Re: ChaYe means Tea not Cha



So in ChinGlish is it 'I buy cha' or 'I buy chaye' Or 'I went to the
cha shoppe' or 'I went to the chaye shoppe'.

Using Chinglish would be more confusing.

A Chinese storekeeper will say in mandarin "xienshen, yao mai chaye,
ma?" (mr., would you like to buy some tea (leaves)?).
To which you'll respond "xe, wo yau mai chaye." (yes, I'd like to buy
some tea (leaves).) Of course, this sounds like a bookish response,
as an adult you'd be more likely to say something like "yes, what's
good here?" or dive straight into the particulars. However, if you
said "...yao mai cha." (without using ye), the storekeeper will
understand, too, but if they are also in the business of selling
canned tea beverages, then those will be included in the possibilty.

Then the storekeeper will probably ask you "xienshen, ni xihuan he
seme cha?" (mr., what kind of tea do you like to drink?).
To which you could say "wo xihuan he pu'er cha" (I like drinking pu'er
tea)...again bookish answer. In real, just say "pu'er" and you'll be
understood.



On Apr 10, 7:17 am, "Space Cowboy" <netst...@xxxxxxxxxxxxx> wrote:
MarshalN,

So in ChinGlish is it 'I buy cha' or 'I buy chaye' Or 'I went to the
cha shoppe' or 'I went to the chaye shoppe'.  I'm trying to flush out
the particular usage more than anything else.  If ChaYe is the term to
use for Tea when not drinking it is darn close to what I said.

xiexie,
Jim

PS  Is anyone using the Google PinYin IME?  Yesterday they apologized
for using another Chinese search engine character set and promised to
cease and desist.  It also opened up some security hole for Vista
which was patched.  Their character lookup is simply based on the
character frequency in their Web index.  I'm writing one based on the
500 most commonly used characters in Chinese.  I wished I could get
Google to give me a dump like that without me using some list.

On Apr 10, 3:31 am, "MarshalN" <marsh...@xxxxxxxxx> wrote:



On Apr 10, 3:25 am, "Space Cowboy" <netst...@xxxxxxxxxxxxx> wrote:

Lew,

I'll respond to you.  You,et al,say it is a different Ye.  Plug this
string into Google to see the companies that use ChaYe in their name:

茶叶公司

It means Cha(Ye) GongSi or Tea(Leaf) Company.  The Ye second character
means leaf and is 'silent'.  If the use were limited I would agree it
has an alternate meaning like industry or dry leaf as suggested.  One
of my dictionaries says ChaYe means tea as the first translation, and
tea leaves as the second.  Chinese meaning is taken from the usage so
I don't see why ChaYe would be required in a company name versus Cha
or even on a menu.

Jim

You are taking this too literally.  It really is just a case of
different usage in different languages.  You won't translate
somebody's names as "XYZ Tea Leaves Company", you'd give them a more
appropriate name in the language that you're translating to, in this
case English, and call it "XYZ Tea Company".

Convention has it that when used in "XYZ company", the compound Chaye
is more often used than just Cha.  That is not to say, however, that
Chaye, and not Cha, is tea.  Both are tea, and they have different
usages that do not overlap.  You simply cannot call the drink "chaye",
for that is incorrect in Chinese and you will be laughed at if you say
so to any native speaker if you say something like "wo xihuan he
chaye" (I like to drink tea [leaves]).  It's just wrong.  In English
there's no distinction between tea the liquid and tea the solid, but
in Chinese that is expressed through the terms Cha and Chaye.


» **What is expected**: An exact reprint of all the records is the expected answer.

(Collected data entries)
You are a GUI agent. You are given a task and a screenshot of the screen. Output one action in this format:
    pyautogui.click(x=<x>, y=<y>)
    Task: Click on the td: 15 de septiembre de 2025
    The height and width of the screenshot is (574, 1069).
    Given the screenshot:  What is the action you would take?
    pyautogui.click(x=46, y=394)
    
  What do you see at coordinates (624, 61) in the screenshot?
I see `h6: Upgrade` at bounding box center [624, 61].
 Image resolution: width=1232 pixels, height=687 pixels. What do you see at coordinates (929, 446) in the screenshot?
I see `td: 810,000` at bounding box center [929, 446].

» **Response to this exercise**:
You are a GUI agent. You are given a task and a screenshot of the screen. Output one action in this format:
    pyautogui.click(x=<x>, y=<y>)
    Task: Click on the td: 15 de septiembre de 2025
    The height and width of the screenshot is (574, 1069).
    Given the screenshot:  What is the action you would take?
    pyautogui.click(x=46, y=394)
    
  What do you see at coordinates (624, 61) in the screenshot?
I see `h6: Upgrade` at bounding box center [624, 61].
 Image resolution: width=1232 pixels, height=687 pixels. What do you see at coordinates (929, 446) in the screenshot?
I see `td: 810,000` at bounding box center [929, 446].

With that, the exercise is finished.